Triton′s ship's bell was not aboard the submarine when she was lost. It was located in 2011 and is on display at Naval Station Great Lakes in Lake County, Illinois.[33]

Notes

  1. 1 2 3 4 Friedman, Norman (1995). U.S. Submarines Through 1945: An Illustrated Design History. Annapolis, Maryland: United States Naval Institute. pp. 285–304. ISBN 1-55750-263-3.
  2. 1 2 Bauer, K. Jack; Roberts, Stephen S. (1991). Register of Ships of the U.S. Navy, 1775-1990: Major Combatants. Westport, Connecticut: Greenwood Press. p. 270. ISBN 0-313-26202-0.
  3. 1 2 3 4 5 6 7 8 9 10 11 U.S. Submarines Through 1945 pp.305-311
  4. 1 2 3 4 5 Bauer, K. Jack; Roberts, Stephen S. (1991). Register of Ships of the U.S. Navy, 1775–1990: Major Combatants. Westport, Connecticut: Greenwood Press. pp. 270–280. ISBN 978-0-313-26202-9.
  5. U.S. Submarines Through 1945 pp. 261–263
  6. U.S. Submarines Through 1945 pp. 305–311
  7. Alden, John D., Commander, USN (rtd). The Fleet Submarine in the U.S. Navy (Annapolis: United States Naval Institute Press, 1979), p.74.
  8. 1 2 Alden, p.74.
  9. Lenton, H. T. American Submarines (Doubleday, 1973), p.58.
  10. Blair, Clay (1975). Silent Victory: The U.S. Submarine War against Japan. Philadelphia: Lippincott. p. 907. ISBN 9780397010899.
  11. Commanded by Forrest M. O'Leary. Blair, p.83.
  12. For which squadron commander Captain Al McCann was critical. Blair, pp.120-1.
  13. Blair, pp.120 and 901.
  14. 1 2 Blair, p.123.
  15. Blair, p.208.
  16. Thanks to BuOrd's inadequate production. Blair, pp.69, 120-1, 208-9, and 907.
  17. "the youngest skipper yet to get a command at Pearl Harbor". Blair, p.224.
  18. 1 2 3 4 5 6 7 8 9 10 11 12 13 14 Blair, p.225.
  19. Blair, pp.231 & 233.
  20. 1 2 3 Blair, p.233.
  21. The same day Joe Willingham's Tautog sank I-28. Blair, p.233.
  22. Fitzsimons, Bernard, ed. Illustrated Encyclopedia of 20th Century Weapons and Warfare (London: Phoebus, 1978), Volume 13, p.1410, "I61". She later had an extra "100" added and her original number was reassigned, per usual IJN practise. Stille, Mark.
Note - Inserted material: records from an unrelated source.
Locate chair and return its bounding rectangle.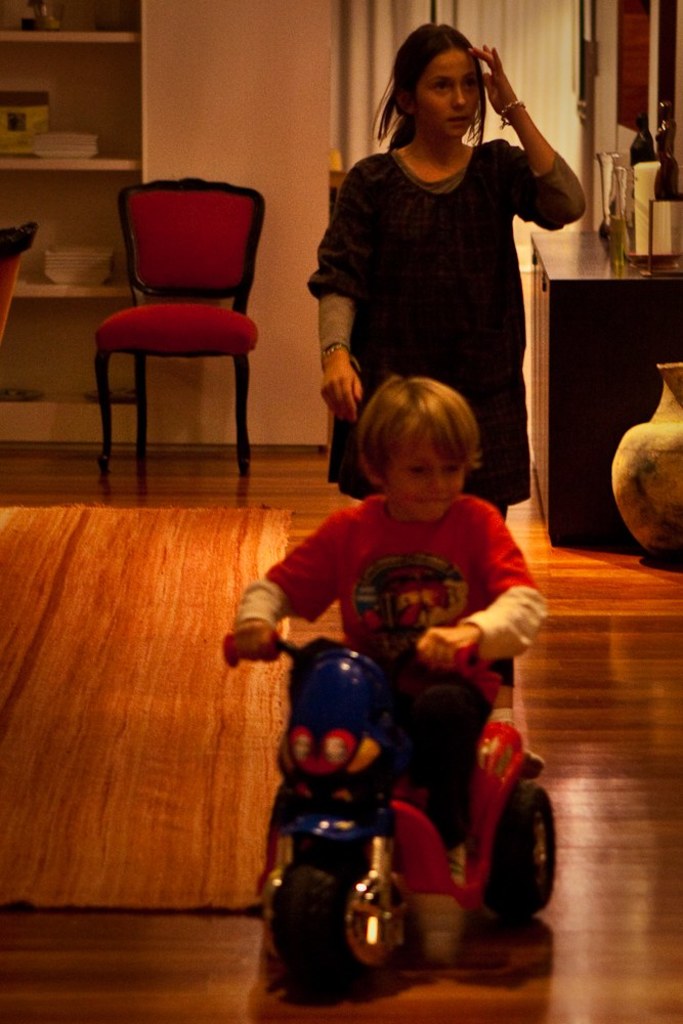
(x1=89, y1=174, x2=269, y2=476).
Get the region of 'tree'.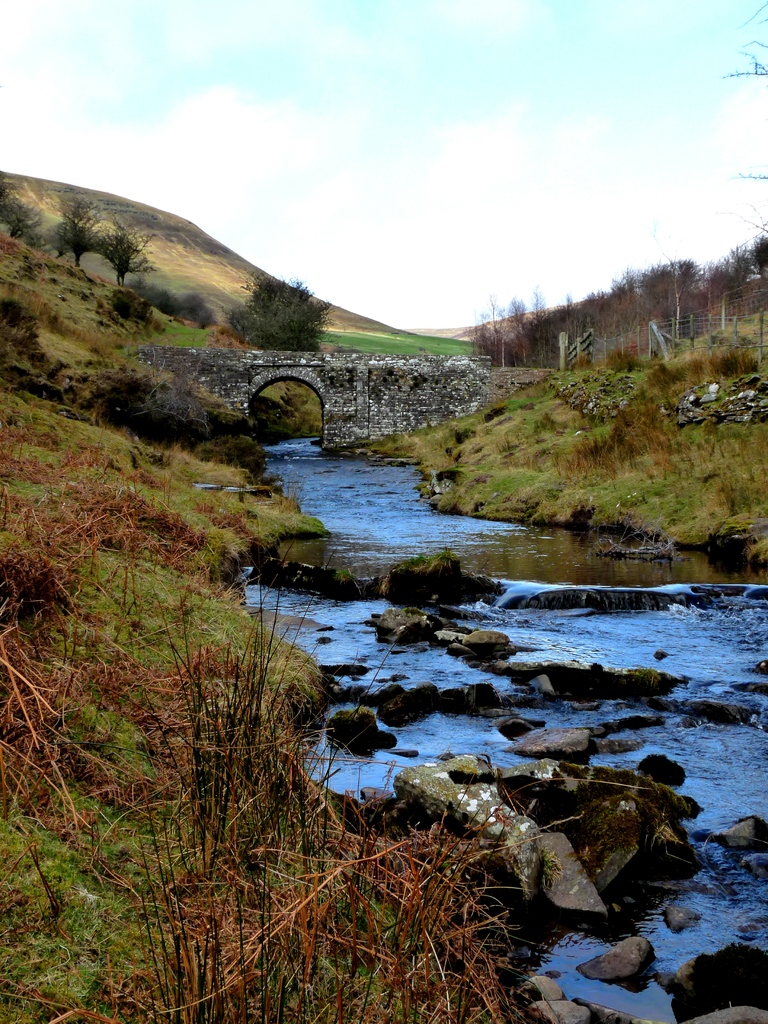
x1=100, y1=228, x2=152, y2=286.
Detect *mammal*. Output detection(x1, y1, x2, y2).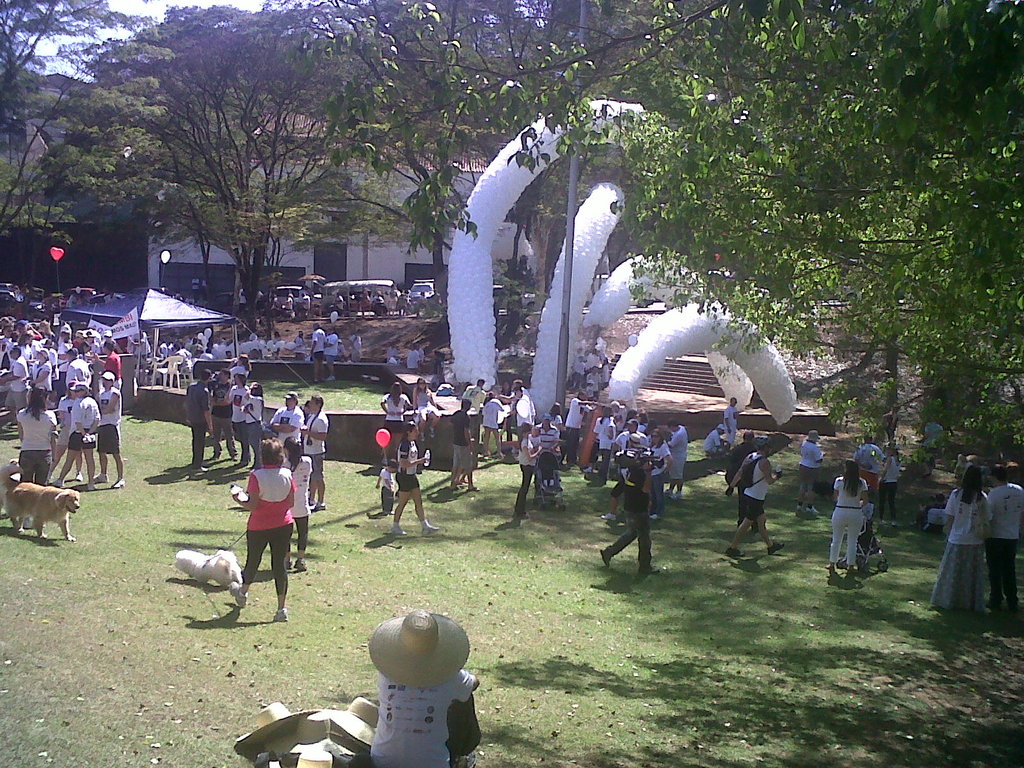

Imperial Japanese Navy Submarines 1941-45 (Osprey, 2007), p.4
  23. Fitzsimons, p.1410, "I61".
  24. Blair, p.908. It was a remarkable first effort for Kirkpatrick.
  25. 1 2 Blair, p.270.
  26. Fitzsimons, Volume 12, p.1247, "Hatsuharu".
  27. Japanese records are notoriously chaotic, and the JANAC accounting equally unreliable as a result, however.
  28. Blair, p.914.
  29. Blair, p.334.
  30. The "Amakasu Maru" remains were found in August 2016
  31. Blair, p.334. On arrival, Kirkpatrick was detached to become an aid to King, yet another waste of a very productive skipper.
  32. 1 2 3 Blair, p.375.
  33. Wiltrout, Kate (April 26, 2011). "USS Triton SS-201 Ship's Bell". The Virginian-Pilot.

References

  • Alden, John D., Commander, USN (rtd). The Fleet Submarine in the U.S. Navy. Annapolis: United States Naval Institute Press, 1979.
  • Blair, Clay, Jr. Silent Victory. Philadelphia: Lippincott, 1975.
  • Lenton, H.T. American Submarines. New York: Doubleday & Co., 1973.
  • Fitzsimons, Bernard, ed. Illustrated Encyclopedia of 20th century Weapons and Warfare, Volume 13, p. 1409–10, "I61", and Volume 12, p. 1246-7, "Hatsuharu". London: Phoebus, 1978.

This article incorporates text from the public domain Dictionary of American Naval Fighting Ships. The entry can be found here.